The AI firm last month acquired X in an all-stock deal that valued xAI at $80 billion and the social media platform at $33 billion.

“xAI and X’s futures are intertwined. Today, we officially take the step to combine the data, models, compute, distribution and talent,” Musk said on X, announcing the deal. “This combination will unlock immense potential by blending xAI’s advanced AI capability and expertise with X’s massive reach.”

Read the full Bloomberg story here.

— CNBC’s Samantha Subin contributed to this report.

Continue Reading

Technology

Alphabet jumps 3% as search, advertising units show resilient growth

Published

on

By

Alphabet jumps 3% as search, advertising units show resilient growth

Alphabet CEO Sundar Pichai during the Google I/O developers conference in Mountain View, California, on May 10, 2023.

David Paul Morris | Bloomberg | Getty Images

Alphabet‘s stock gained 3% Friday after signaling strong growth in its search and advertising businesses amid a competitive artificial intelligence environment and uncertain macro backdrop.

GOOGL‘s pace of GenAI product roll-out is accelerating with multiple encouraging signals,” wrote Morgan Stanley‘s Brian Nowak. “Macro uncertainty still exists but we remain [overweight] given GOOGL’s still strong relative position and improving pace of GenAI enabled product roll-out.”

The search giant posted earnings of $2.81 per share on $90.23 billion in revenues. That topped the $89.12 billion in sales and $2.01 in EPS expected by LSEG analysts. Revenues grew 12% year-over-year and ahead of the 10% anticipated by Wall Street.

Net income rose 46% to $34.54 billion, or $2.81 per share. That’s up from $23.66 billion, or $1.89 per share, in the year-ago period. Alphabet said the figure included $8 billion in unrealized gains on its nonmarketable equity securities connected to its investment in a private company.

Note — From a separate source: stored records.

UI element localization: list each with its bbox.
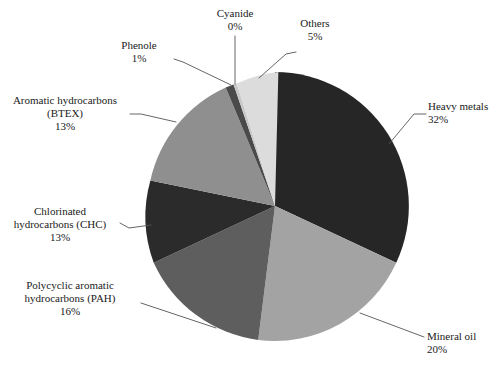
label-chc-name-line2: hydrocarbons (CHC) bbox=[0, 218, 120, 231]
label-pah-name-line2: hydrocarbons (PAH) bbox=[0, 292, 140, 305]
leader-line-heavy-metals bbox=[389, 114, 426, 144]
label-pah-name-line1: Polycyclic aromatic bbox=[26, 279, 114, 291]
label-mineral-oil-pct: 20% bbox=[427, 343, 476, 356]
label-mineral-oil-name: Mineral oil bbox=[427, 330, 476, 342]
label-phenole-pct: 1% bbox=[104, 52, 174, 65]
label-pah-pct: 16% bbox=[0, 305, 140, 318]
label-chc: Chlorinated hydrocarbons (CHC) 13% bbox=[0, 205, 120, 244]
label-btex-name-line2: (BTEX) bbox=[0, 107, 130, 120]
pie-slices bbox=[145, 72, 408, 341]
label-others: Others 5% bbox=[285, 17, 345, 43]
label-heavy-metals: Heavy metals 32% bbox=[428, 100, 488, 126]
label-mineral-oil: Mineral oil 20% bbox=[427, 330, 476, 356]
label-phenole-name: Phenole bbox=[121, 39, 156, 51]
leader-line-phenole bbox=[174, 59, 231, 85]
pie-chart-canvas bbox=[0, 0, 503, 376]
leader-line-btex bbox=[130, 114, 176, 122]
label-btex-name-line1: Aromatic hydrocarbons bbox=[13, 94, 117, 106]
label-chc-pct: 13% bbox=[0, 231, 120, 244]
label-phenole: Phenole 1% bbox=[104, 39, 174, 65]
label-heavy-metals-name: Heavy metals bbox=[428, 100, 488, 112]
label-btex: Aromatic hydrocarbons (BTEX) 13% bbox=[0, 94, 130, 133]
label-cyanide-pct: 0% bbox=[200, 20, 270, 33]
leader-line-mineral-oil bbox=[360, 313, 424, 337]
label-heavy-metals-pct: 32% bbox=[428, 113, 488, 126]
label-btex-pct: 13% bbox=[0, 120, 130, 133]
pie-chart-figure: Heavy metals 32% Mineral oil 20% Polycyc… bbox=[0, 0, 503, 376]
label-cyanide-name: Cyanide bbox=[217, 7, 254, 19]
label-cyanide: Cyanide 0% bbox=[200, 7, 270, 33]
label-others-name: Others bbox=[300, 17, 329, 29]
label-pah: Polycyclic aromatic hydrocarbons (PAH) 1… bbox=[0, 279, 140, 318]
label-chc-name-line1: Chlorinated bbox=[34, 205, 86, 217]
label-others-pct: 5% bbox=[285, 30, 345, 43]
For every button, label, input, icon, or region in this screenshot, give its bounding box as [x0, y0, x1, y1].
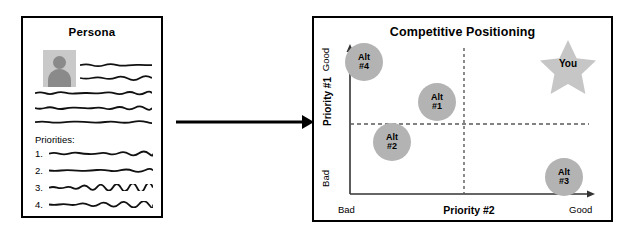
persona-text-line [80, 62, 152, 68]
data-point-label-line2: #1 [432, 102, 442, 111]
persona-text-line [35, 119, 152, 125]
priority-item: 2. [35, 166, 155, 176]
diagram-canvas: Persona [0, 0, 628, 236]
data-point-alt-3[interactable]: Alt #3 [545, 158, 583, 196]
data-point-label-line2: #2 [387, 142, 397, 151]
data-point-label-you: You [539, 58, 597, 69]
plot-area: Priority #1 Good Bad Priority #2 Bad Goo… [314, 18, 611, 220]
x-axis-label: Priority #2 [409, 204, 529, 216]
persona-text-line [80, 75, 152, 81]
priority-item: 4. [35, 200, 155, 210]
priority-number: 2. [35, 165, 43, 176]
priority-text-line [49, 201, 153, 208]
priority-text-line [49, 167, 153, 174]
priorities-label: Priorities: [35, 134, 75, 145]
person-placeholder-icon [43, 50, 76, 87]
priority-item: 3. [35, 183, 155, 193]
persona-title: Persona [23, 26, 161, 38]
x-axis-tick-good: Good [569, 204, 592, 215]
persona-text-line [35, 90, 152, 96]
avatar-body [48, 69, 71, 87]
competitive-positioning-chart: Competitive Positioning Priority #1 Good… [312, 16, 613, 222]
data-point-you-star-icon[interactable]: You [539, 38, 597, 94]
data-point-alt-2[interactable]: Alt #2 [373, 123, 411, 161]
avatar-head [53, 56, 66, 69]
y-axis-tick-good: Good [320, 37, 331, 83]
priority-item: 1. [35, 149, 155, 159]
priority-number: 1. [35, 148, 43, 159]
right-arrow-icon [176, 113, 314, 131]
data-point-alt-1[interactable]: Alt #1 [418, 83, 456, 121]
data-point-alt-4[interactable]: Alt #4 [345, 43, 383, 81]
priority-text-line [49, 150, 153, 157]
x-axis-tick-bad: Bad [338, 204, 355, 215]
data-point-label-line2: #3 [559, 177, 569, 186]
priority-number: 4. [35, 199, 43, 210]
persona-text-line [35, 105, 152, 111]
priority-text-line [49, 184, 153, 191]
data-point-label-line2: #4 [359, 62, 369, 71]
y-axis-tick-bad: Bad [320, 156, 331, 202]
persona-card: Persona [21, 16, 163, 218]
priority-number: 3. [35, 182, 43, 193]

Adjusted earnings, excluding that gain, were $2.27 per share, according to LSEG, and topped analyst expectations.

Read more CNBC tech news

Alphabet shares have pulled back about 16% this year as it battles volatility spurred by mounting trade war fears and worries that President Donald Trump‘s tariffs could crush the global economy. That would make it more difficult for Alphabet to potentially acquire infrastructure for data centers powering AI models as it faces off against competitors such as OpenAI and Anthropic to develop largely language models.

During Thursday’s call with investors, Alphabet suggested that it’s too soon to tally the total impact of tariffs. However, Google’s business chief Philipp Schindler said that ending the de minimis trade exemption in May, which created a loophole benefitting many Chinese e-commerce retailers, could create a “slight headwind” for the company’s ads business, specifically in the Asia-Pacific region. The loophole allows shipments under $800 to come into the U.S. duty-free.

Despite this backdrop, Alphabet showed steady growth in its advertising and search business, reporting $66.89 billion in revenues for its advertising unit. That reflected 8.5% growth from the year-ago period. The company reported $8.93 billion in advertising revenue for its YouTube business, shy of an $8.97 billion estimate from StreetAccount.

Alphabet’s “Search and other” unit rose 9.8% to $50.7 billion, up from $46.16 billion last year. The company said that its AI Overviews tool used in its Google search results page has accumulated 1.5 billion monthly users from a billion in October.

Bank of America analyst Justin Post said that Wall Street is underestimating the upside potential and “monetization ramp” from this tool and cloud demand fueled by AI.

“The strong 1Q search performance, along with constructive comments on Gemini [large language model] performance and [AI Overviews] adoption could help alleviate some investor concerns on AI competition,” Post wrote in a note.

WATCH: Gemini delivering well for Google, says Check Capital’s Chris Ballard

Gemini delivering well for Google, says Check Capital's Chris Ballard

CNBC’s Jennifer Elias contributed to this report.